When the store reconciles the contents of the register at the end of the day, they will log themselves as being a single $100 bill short. As far as they’re concerned, the transaction was a legitimate one, and legitimately paid for; they have the money from it and everything.
In fact, that’s such a compelling detail that I’m revising my answer: The theft was of $100 cash, period. That’s what was stolen. The fact that the thief later spent some of their ill-gotten gains doesn’t matter at all.
Cash registers don’t total the amount tendered and change given back. All it will show is the total amount of the transactions rung up. When the manager runs the tape and counts the cash, he will see that there is a $30 difference. The merchandise was paid for with the money with which a previous customer gave the store. It paid for only one set of merchandise.
I think this is a good place to post the correct answer, however, I’ll still spoiler it for anyone who wants to continue to answer.
In fact, this part of it will counter your answer.
[spoiler] Another strategy to solve the problem is to break it down into two stores.
Story A
A guy walks into a store and steals a $100 bill from the register without the owner’s knowledge.
How much money did the owner lose? Clearly the answer is $100. The owner is a net -100.
Story B
He buys $70 worth of goods using a $100 bill and the owner gives $30 in change.
How much money did the owner lose? The owner did not lose any money, this is a routine transaction! If the goods are valued at V, the owner is a net +100 – V – 30 = 70 – V.
The story in the riddle is the sum of the two stories. This means the owner’s position is the sum of the position in those two stories. The owner is a net -100 + (70 – V) = -30 – V. That is, the owner lost $30 plus the value of the goods.
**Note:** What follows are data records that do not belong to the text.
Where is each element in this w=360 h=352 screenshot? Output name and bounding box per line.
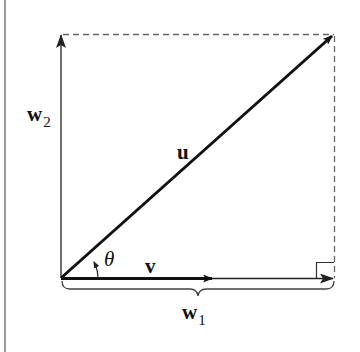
right-angle-marker: [317, 263, 335, 279]
theta-label: θ: [104, 249, 114, 270]
u-label: u: [177, 142, 189, 163]
u-vector: [61, 36, 332, 278]
w2-label: w2: [27, 104, 51, 125]
vector-decomposition-figure: w2 u θ v w1: [0, 0, 360, 352]
w1-brace: [62, 281, 334, 296]
v-label: v: [145, 256, 156, 277]
w1-label: w1: [182, 302, 206, 323]
diagram-canvas: [0, 0, 360, 352]
theta-arc: [94, 262, 98, 278]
If the goods are valued at $70, then the owner lost $100.[/spoiler]
Also, if you switch back to the old version of the forums, spoilers will remain unchanged when quoted.
When you reconcile a cash register you take the starting cash in the register plus cash taken in minus cash handed out, and compare that to the cash found in the register at the end of the day. (This is not the same as just adding in all the day’s sales amounts because of non-cash payment methods.) Most registers are going to start the day with some amount of cash in them to give change out of; for simplicity’s sake I assumed that some of this starting cash was stolen. Things don’t change if the cash came to them from another customer’s payment, though; at end of day the reconciliation will still come up a full $100 short. They won’t come up $30 short, because they fully expected that $70 to be there because they have a record of that transaction and thus expect that money to be there.
(I write point-of-sale software for a living, so I know how this works. )
And I disagree that the cost-to-the-store of the item should be considered while accounting for the store’s loss - by that argument you would have to remark that the store gained X amount of money in a scenario where a sale no theft occurred - the profit from the sale was their gain! Except that’s shoddy accounting; profit needs to take into account all costs, not just the simple purchase price of the item. What was the employee paid for his time selling the item? How much does the building cost to rent, power, and heat? And that’s not even getting into the cost of receipt paper, or the depreciation on the register…
(Our software is a full accounting suite, too. :p)
I’m on the $30 loss, defining “lose” as “have it and then don’t have it.” You don’t lose something you expected to have but don’t.
The store had $X. At the end of the story, they have $X-$30. There was a loss of $30.
Their loss in value was $100, absolutely–but the question wasn’t the value of their loss, it was the value of their loss in money. As such, all elements of the story that are not money are irrelevant.